Go back and look at the thread. Inconceivable changed his timeline to 1830. And you still chimed in. Is he wrong or do you agree with him?
If you don't agree with him, where is the evidence to refute him? In the book you sent me to read?
The claim was that there is no evidence of the FV prior to 1840. Apparently it has been shown, to everyone's agreement, that such is not the case. I fully endorse that view. I also recommended a book that deals with primary sources and the First Vision. My work here is done.
[Look at me running away! shifty goalposts=bad.]
One moment in annihilation's waste, one moment, of the well of life to taste- The stars are setting and the caravan starts for the dawn of nothing; Oh, make haste! -Omar Khayaam
Nevo wrote:Do you accept any of Joseph's visions for which there were witnesses?
That's a subject for another thread. As pertains to this one: I like the visions I believe in to be documented by unrelated observers. The First Vision isn't documented either by witnesses or proof. It's also interesting that the early members of the church evidently didn't know about it or at least didn't put much stock in it.
From my personal experience, teenagers have been known to make stuff up.
(Nevo, Jan 23) And the Melchizedek Priesthood may not have been restored until the summer of 1830, several months after the organization of the Church.
An overwhelming majority, 83 percent, of public school and private religious school students admitted to lying to their parents about something significant, compared to 78 percent for those attending independent non-religious schools.
As I said: teenagers have been known to make stuff up.
(Nevo, Jan 23) And the Melchizedek Priesthood may not have been restored until the summer of 1830, several months after the organization of the Church.
An overwhelming majority, 83 percent, of public school and private religious school students admitted to lying to their parents about something significant, compared to 78 percent for those attending independent non-religious schools.
As I said: teenagers have been known to make stuff up.
I appreciate you going to the trouble to find this statistic, but I wasn't really disputing the assertion that kids lie. Rather, I was trying to apply your own criteria (a bit clumsily, I admit) to your claim to know something "from personal experience". The point being that it is unreasonable to demand "witnesses" to establish the validity of a subjective experience (like a vision).
Nevo wrote:I appreciate you going to the trouble to find this statistic, but I wasn't really disputing the assertion that kids lie. Rather, I was trying to apply your own criteria (a bit clumsily, I admit) to your claim to know something "from personal experience". The point being that it is unreasonable to demand "witnesses" to establish the validity of a subjective experience (like a vision).
My point was, and I backed it with evidence, is that teenagers make stuff up... and Joseph was a teenager at the time of the FV. And we know his track record, later in life, when he lied bold faced from the pulpit to the people who trusted him. For that kind of man, I'd like witnesses and proof please.
(Nevo, Jan 23) And the Melchizedek Priesthood may not have been restored until the summer of 1830, several months after the organization of the Church.
"Christian anti-Mormons are no different than that wonderful old man down the street who turns out to be a child molester." - Obiwan, nutjob Mormon apologist - Fri Feb 25, 2011 3:25 pm
Based on passages in the Book of Mormon which appear to contain fragments of Joseph's first vision experience, I suspect that the vision, or at least the claim to a vision, may be traced to the 1820-21. I therefore reject the suggestion that Smith invented the vision in the 1830s."
--Dan Vogel, Joseph Smith: The Making of a Prophet (Salt Lake City: Signature Books, 2004), 30.
Would it not be just as easy, and just as supportable, to hypothesize that Joseph took the fragments from the Book of Mormon that Vogel is talking about, and used them in a later synthesis of a First Vision story? Not only does it account for the existence of whatever fragments Vogel was talking about and the First Vision, but is also consistent with the deafening silence about the First Vision during the church's earlier years.
Mormonism ceased being a compelling topic for me when I finally came to terms with its transformation from a personality cult into a combination of a real estate company, a SuperPac, and Westboro Baptist Church. - Kishkumen
Sethbag wrote:Would it not be just as easy, and just as supportable, to hypothesize that Joseph took the fragments from the Book of Mormon that Vogel is talking about, and used them in a later synthesis of a First Vision story? Not only does it account for the existence of whatever fragments Vogel was talking about and the First Vision, but is also consistent with the deafening silence about the First Vision during the church's earlier years.
So you think it's reasonable to say that the Book of Mormon came first? Kind of a chicken/egg thing?
(Nevo, Jan 23) And the Melchizedek Priesthood may not have been restored until the summer of 1830, several months after the organization of the Church.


What is expected
Retype the lines of the listing below exactly, but only those from the one containing "The height and width of the screenshot is (288, 429)." through the last line; pictures stay out.

Material provided
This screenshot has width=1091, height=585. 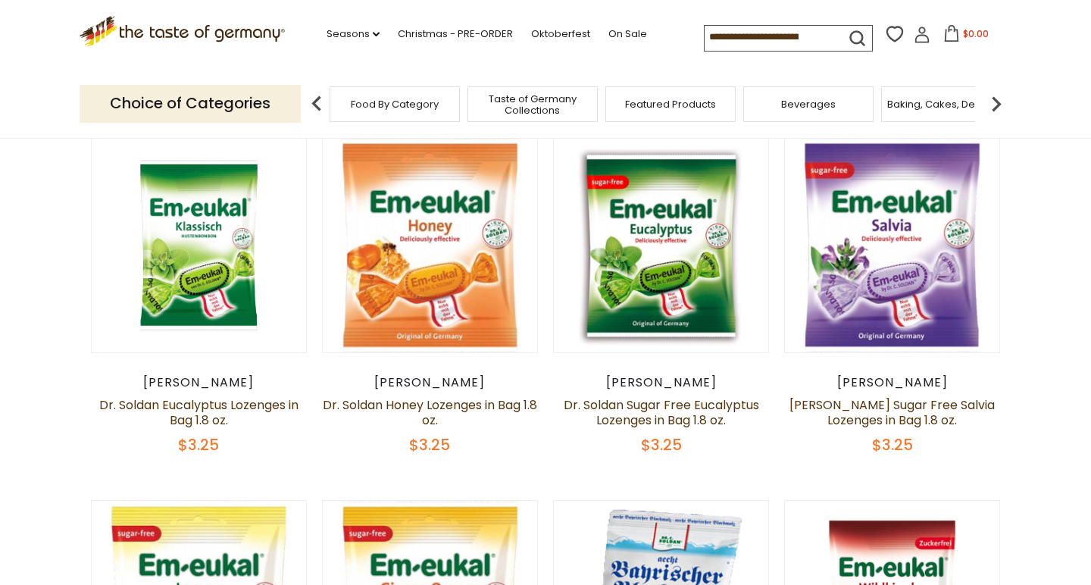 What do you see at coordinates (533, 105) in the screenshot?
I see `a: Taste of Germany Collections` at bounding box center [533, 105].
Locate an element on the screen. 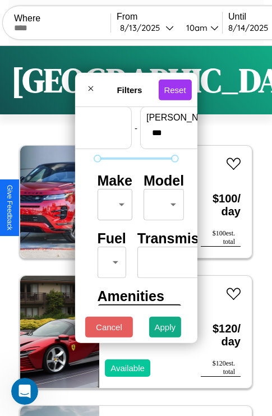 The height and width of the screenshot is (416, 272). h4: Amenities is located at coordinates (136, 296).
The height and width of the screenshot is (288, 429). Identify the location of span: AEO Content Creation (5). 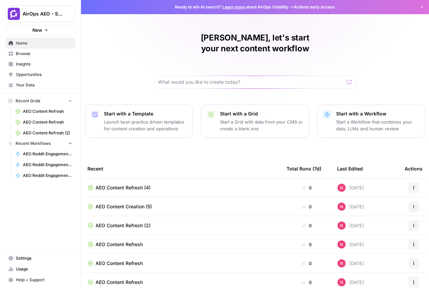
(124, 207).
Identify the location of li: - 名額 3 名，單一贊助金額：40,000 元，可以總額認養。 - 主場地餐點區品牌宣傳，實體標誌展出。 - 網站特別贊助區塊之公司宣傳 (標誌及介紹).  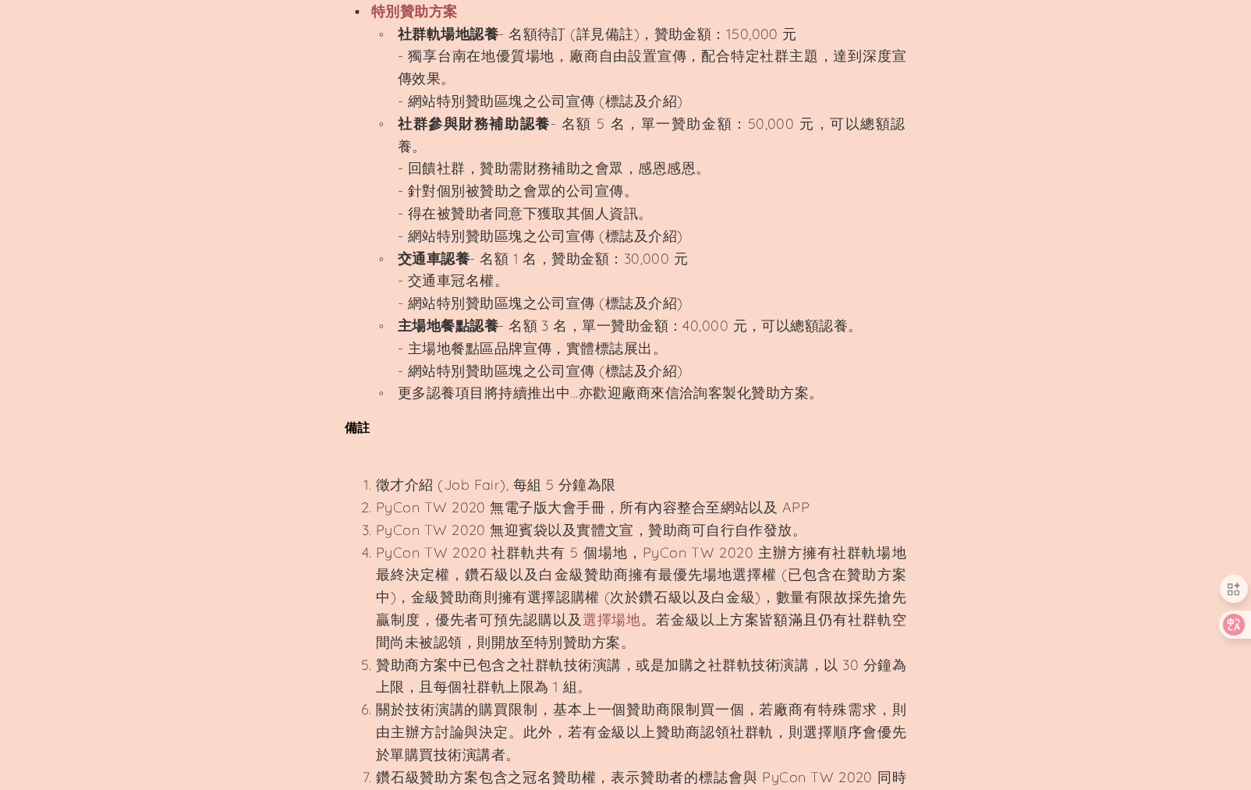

Reply
The height and width of the screenshot is (288, 429). Identify the location of span: AEO Content Creation (5). 
(124, 207).
Identify the location of li: - 名額 3 名，單一贊助金額：40,000 元，可以總額認養。 - 主場地餐點區品牌宣傳，實體標誌展出。 - 網站特別贊助區塊之公司宣傳 (標誌及介紹).  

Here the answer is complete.